In December, Nick Carter was sued for sexual battery by a woman who alleged that the Backstreet Boys singer had sexually assaulted her and infected her with HPV in 2001. Now, as the Los Angeles Times reports, Carter has countersued her, as well as another accuser, describing them as “opportunists” looking to take advantage of the #MeToo movement.
According to that report, Carter’s lawsuit claims the women are seeking to “destroy innocent lives” and “defame and vilify Carter and otherwise ruin his reputation for the purposes of garnering attention and fame and/or extorting money from Carter.” It also claims that Carter lost $2.3m in business in the wake of the allegations. “Carter will not allow himself to be smeared in this way,” the lawsuit reads. “Protecting one’s reputation and name by calling a liar a liar is not victim blaming or bullying. It is simply telling the truth.”
In December 2022, Shannon Ruth filed a civil sexual battery lawsuit against Carter, alleging that he had assaulted her after a show in Tacoma, Washington, when she was 17. “Just because Nick Carter is a celebrity does not mean that he is excused from his crimes,” she said during a press conference at the time. “I am a survivor and always will be.”
Carter’s lawsuit also names Melissa Schuman, a former member of the girl group Dream, who had accused him of rape in 2017. Carter denied both allegations at the time, describing Ruth’s claim as “legally meritless but also entirely untrue”. He said that he was “shocked and saddened” by Schuman’s allegations, saying that she “never expressed to me while we were together or at any time since that anything we did was not consensual”.
In his lawsuit, Carter claims that Schuman and her father, Jerome Schuman “coax[ed]” Ruth “to inflate her initial claim of being abused at the hands of a third-party, to being physically abused at the specific hands of Carter, and, finally, to being sexually assaulted by Carter.” It also claims that Ruth made multiple phone reports to Tacoma police that included “discrepancies and inconsistencies”.
In a statement to the Times, an attorney for Ruth said that Carter had a “long history of abusing females”, and that “a jury will weigh the evidence and decide”.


Return all lines from the entries below in which the word "their" is present.

■ EXTRACTED MATERIAL
-----

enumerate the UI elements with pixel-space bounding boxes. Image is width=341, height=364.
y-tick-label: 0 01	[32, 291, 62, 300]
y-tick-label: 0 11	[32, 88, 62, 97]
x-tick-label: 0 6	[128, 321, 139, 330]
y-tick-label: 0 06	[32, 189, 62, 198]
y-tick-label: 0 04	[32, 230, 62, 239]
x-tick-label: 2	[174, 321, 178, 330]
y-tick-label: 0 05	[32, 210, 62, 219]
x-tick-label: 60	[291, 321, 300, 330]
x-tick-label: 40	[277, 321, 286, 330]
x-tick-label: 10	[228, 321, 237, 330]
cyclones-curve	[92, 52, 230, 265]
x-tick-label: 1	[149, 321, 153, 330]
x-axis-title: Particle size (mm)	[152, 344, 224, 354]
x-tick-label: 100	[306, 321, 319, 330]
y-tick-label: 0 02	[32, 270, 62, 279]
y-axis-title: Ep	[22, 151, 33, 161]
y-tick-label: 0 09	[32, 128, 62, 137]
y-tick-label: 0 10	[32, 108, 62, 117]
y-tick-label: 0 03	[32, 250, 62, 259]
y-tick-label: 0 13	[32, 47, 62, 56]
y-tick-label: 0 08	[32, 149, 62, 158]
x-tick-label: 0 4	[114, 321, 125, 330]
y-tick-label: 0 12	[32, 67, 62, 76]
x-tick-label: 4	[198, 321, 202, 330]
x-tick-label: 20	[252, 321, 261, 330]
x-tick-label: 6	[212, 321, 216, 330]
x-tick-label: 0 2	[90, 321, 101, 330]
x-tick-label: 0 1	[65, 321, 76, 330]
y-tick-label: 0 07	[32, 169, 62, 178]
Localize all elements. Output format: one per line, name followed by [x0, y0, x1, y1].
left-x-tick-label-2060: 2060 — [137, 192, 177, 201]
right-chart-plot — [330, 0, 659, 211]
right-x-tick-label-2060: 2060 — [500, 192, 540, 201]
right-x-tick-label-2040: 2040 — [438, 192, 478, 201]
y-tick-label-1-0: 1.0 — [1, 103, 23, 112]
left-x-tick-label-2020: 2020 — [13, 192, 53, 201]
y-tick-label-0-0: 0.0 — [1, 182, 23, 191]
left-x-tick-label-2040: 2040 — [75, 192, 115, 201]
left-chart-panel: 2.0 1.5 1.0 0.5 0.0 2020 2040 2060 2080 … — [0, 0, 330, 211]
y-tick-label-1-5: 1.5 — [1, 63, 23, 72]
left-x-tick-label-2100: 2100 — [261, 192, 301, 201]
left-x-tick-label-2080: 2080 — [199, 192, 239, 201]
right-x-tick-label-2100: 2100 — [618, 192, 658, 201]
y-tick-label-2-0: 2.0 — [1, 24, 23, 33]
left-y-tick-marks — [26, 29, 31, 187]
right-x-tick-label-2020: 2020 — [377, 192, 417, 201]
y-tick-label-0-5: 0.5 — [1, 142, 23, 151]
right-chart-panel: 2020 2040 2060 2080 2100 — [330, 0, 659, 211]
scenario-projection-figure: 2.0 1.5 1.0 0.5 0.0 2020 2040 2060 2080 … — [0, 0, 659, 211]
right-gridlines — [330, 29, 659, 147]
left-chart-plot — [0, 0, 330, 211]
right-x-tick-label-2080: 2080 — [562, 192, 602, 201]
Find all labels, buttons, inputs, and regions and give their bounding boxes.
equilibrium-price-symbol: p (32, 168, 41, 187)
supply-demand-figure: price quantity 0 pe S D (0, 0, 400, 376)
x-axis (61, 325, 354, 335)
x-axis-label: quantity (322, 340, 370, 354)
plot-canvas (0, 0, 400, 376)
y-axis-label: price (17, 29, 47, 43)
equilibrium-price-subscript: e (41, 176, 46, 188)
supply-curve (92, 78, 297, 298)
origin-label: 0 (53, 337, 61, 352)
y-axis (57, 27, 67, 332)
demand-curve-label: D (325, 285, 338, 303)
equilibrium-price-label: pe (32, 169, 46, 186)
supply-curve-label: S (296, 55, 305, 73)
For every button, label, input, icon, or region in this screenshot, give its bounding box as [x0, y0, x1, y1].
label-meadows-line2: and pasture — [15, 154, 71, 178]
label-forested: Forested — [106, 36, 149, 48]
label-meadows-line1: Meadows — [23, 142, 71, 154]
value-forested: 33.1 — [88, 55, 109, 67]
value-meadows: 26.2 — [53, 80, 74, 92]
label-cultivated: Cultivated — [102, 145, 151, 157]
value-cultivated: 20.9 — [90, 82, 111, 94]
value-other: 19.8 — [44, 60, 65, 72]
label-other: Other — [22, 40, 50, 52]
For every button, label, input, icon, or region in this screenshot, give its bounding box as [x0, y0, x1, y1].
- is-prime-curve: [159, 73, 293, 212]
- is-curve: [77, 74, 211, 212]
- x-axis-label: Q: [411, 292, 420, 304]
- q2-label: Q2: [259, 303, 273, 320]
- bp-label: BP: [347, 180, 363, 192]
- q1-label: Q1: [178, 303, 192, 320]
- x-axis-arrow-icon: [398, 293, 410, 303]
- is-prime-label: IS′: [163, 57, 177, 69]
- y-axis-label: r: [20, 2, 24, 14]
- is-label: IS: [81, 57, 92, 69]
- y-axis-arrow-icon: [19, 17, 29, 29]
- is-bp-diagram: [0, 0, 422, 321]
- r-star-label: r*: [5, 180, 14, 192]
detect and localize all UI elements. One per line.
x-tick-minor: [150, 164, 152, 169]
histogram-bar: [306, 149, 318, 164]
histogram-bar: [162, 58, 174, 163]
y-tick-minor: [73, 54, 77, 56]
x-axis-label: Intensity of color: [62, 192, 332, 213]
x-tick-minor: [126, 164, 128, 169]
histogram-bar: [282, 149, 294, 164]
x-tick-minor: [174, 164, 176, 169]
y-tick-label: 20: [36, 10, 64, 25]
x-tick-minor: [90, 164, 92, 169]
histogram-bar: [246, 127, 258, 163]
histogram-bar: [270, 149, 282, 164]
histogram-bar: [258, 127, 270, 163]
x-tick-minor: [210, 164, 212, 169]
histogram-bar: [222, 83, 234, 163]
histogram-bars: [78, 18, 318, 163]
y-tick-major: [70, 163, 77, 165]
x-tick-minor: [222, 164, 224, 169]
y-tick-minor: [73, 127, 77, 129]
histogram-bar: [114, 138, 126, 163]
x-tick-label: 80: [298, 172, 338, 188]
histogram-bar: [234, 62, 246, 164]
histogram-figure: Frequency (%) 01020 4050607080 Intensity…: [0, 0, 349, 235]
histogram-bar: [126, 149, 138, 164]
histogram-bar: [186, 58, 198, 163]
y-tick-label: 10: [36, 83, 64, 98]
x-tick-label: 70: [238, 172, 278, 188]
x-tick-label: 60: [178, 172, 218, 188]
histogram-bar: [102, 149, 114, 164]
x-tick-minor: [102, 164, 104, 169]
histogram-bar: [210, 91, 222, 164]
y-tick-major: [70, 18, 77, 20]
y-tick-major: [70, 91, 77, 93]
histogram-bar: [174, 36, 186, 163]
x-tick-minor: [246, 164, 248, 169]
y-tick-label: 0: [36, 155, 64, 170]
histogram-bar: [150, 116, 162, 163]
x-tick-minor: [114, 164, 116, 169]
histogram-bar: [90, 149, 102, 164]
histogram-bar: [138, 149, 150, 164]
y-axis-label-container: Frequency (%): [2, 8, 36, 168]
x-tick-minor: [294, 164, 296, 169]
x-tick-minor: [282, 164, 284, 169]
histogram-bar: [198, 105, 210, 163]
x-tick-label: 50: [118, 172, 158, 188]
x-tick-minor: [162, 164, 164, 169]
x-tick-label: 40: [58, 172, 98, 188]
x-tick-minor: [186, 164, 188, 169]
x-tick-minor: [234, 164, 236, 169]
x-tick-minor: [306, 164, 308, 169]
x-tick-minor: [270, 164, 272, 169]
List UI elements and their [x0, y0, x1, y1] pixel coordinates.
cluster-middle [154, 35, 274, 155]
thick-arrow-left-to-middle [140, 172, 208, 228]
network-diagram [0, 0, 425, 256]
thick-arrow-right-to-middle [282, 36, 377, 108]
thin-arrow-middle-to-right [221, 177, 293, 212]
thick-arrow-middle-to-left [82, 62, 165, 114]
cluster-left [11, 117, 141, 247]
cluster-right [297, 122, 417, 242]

-----

■ EXERCISE RESULT
Find all labels, buttons, inputs, and regions and give their bounding boxes.
List UI elements and their [x0, y0, x1, y1] pixel coordinates.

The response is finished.